Your brain is a graph. Your documents are not. Graphex transforms linear text into interactive knowledge networks—so understanding emerges from structure, not struggle.
Human memory operates as a semantic network—a biological graph where understanding emerges from connections. But information still arrives in lines: paragraph after paragraph, page after page.
This mismatch creates cognitive friction: the mental effort of transforming sequential text into the networked models your brain actually needs.
"The learner must expend substantial mental energy decoding linear strings into the networked mental models required for deep understanding."
Beautiful whiteboards for organizing what you already know. But they assume you've done the hard work of reading and extracting. The "Blank Canvas Problem": you must manually build every node.
Instant graphs from text. Impressive demos, but optimized for analysis dashboards—not for reading and learning. No source anchoring. No pedagogical loop.
An Active Graph Reader. Not a whiteboard. Not a dashboard. A reading environment that scaffolds comprehension by externalizing the structure your brain needs to build.
Click a node to see its source. Click a link to understand why two concepts connect.
Upload any document. Our AI extracts entities, arguments, and relationships—transforming linear text into an interactive knowledge structure. Not keywords. Not summaries. Structure.
Every edge tells a story. Click any connection to see why two concepts relate, backed by source text and AI analysis. Understanding emerges from relationships, not isolated facts.
Reading one paper is easy. Synthesizing five is hard. Graphex merges knowledge graphs across documents—revealing where sources agree, conflict, and connect.
Graphex is in active development. Join the waitlist to be among the first to transform how you read.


*Task details*. Every line below is to be copied exactly, with the pictures left out.

========================================================================

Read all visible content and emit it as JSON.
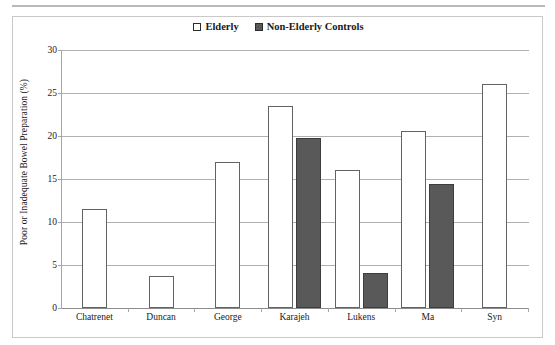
{
  "chart_data": {
    "type": "bar",
    "title": "",
    "xlabel": "",
    "ylabel": "Poor or Inadequate Bowel Preparation (%)",
    "ylim": [
      0,
      30
    ],
    "yticks": [
      0,
      5,
      10,
      15,
      20,
      25,
      30
    ],
    "ytick_labels": [
      "0",
      "5",
      "10",
      "15",
      "20",
      "25",
      "30"
    ],
    "grid": true,
    "legend_position": "top-center",
    "categories": [
      "Chatrenet",
      "Duncan",
      "George",
      "Karajeh",
      "Lukens",
      "Ma",
      "Syn"
    ],
    "series": [
      {
        "name": "Elderly",
        "color": "#ffffff",
        "edge_color": "#636363",
        "values": [
          11.5,
          3.7,
          17.0,
          23.5,
          16.1,
          20.6,
          26.0
        ]
      },
      {
        "name": "Non-Elderly Controls",
        "color": "#595959",
        "edge_color": "#3d3d3d",
        "values": [
          null,
          null,
          null,
          19.8,
          4.1,
          14.4,
          null
        ]
      }
    ]
  },
  "legend": {
    "entries": [
      {
        "label": "Elderly",
        "swatch": "open-square"
      },
      {
        "label": "Non-Elderly Controls",
        "swatch": "filled-square"
      }
    ]
  },
  "axes": {
    "y_title": "Poor or Inadequate Bowel Preparation (%)"
  }
}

========================================================================

*Task result*.
Read all visible content and emit it as JSON.
{
  "chart_data": {
    "type": "bar",
    "title": "",
    "xlabel": "",
    "ylabel": "Poor or Inadequate Bowel Preparation (%)",
    "ylim": [
      0,
      30
    ],
    "yticks": [
      0,
      5,
      10,
      15,
      20,
      25,
      30
    ],
    "ytick_labels": [
      "0",
      "5",
      "10",
      "15",
      "20",
      "25",
      "30"
    ],
    "grid": true,
    "legend_position": "top-center",
    "categories": [
      "Chatrenet",
      "Duncan",
      "George",
      "Karajeh",
      "Lukens",
      "Ma",
      "Syn"
    ],
    "series": [
      {
        "name": "Elderly",
        "color": "#ffffff",
        "edge_color": "#636363",
        "values": [
          11.5,
          3.7,
          17.0,
          23.5,
          16.1,
          20.6,
          26.0
        ]
      },
      {
        "name": "Non-Elderly Controls",
        "color": "#595959",
        "edge_color": "#3d3d3d",
        "values": [
          null,
          null,
          null,
          19.8,
          4.1,
          14.4,
          null
        ]
      }
    ]
  },
  "legend": {
    "entries": [
      {
        "label": "Elderly",
        "swatch": "open-square"
      },
      {
        "label": "Non-Elderly Controls",
        "swatch": "filled-square"
      }
    ]
  },
  "axes": {
    "y_title": "Poor or Inadequate Bowel Preparation (%)"
  }
}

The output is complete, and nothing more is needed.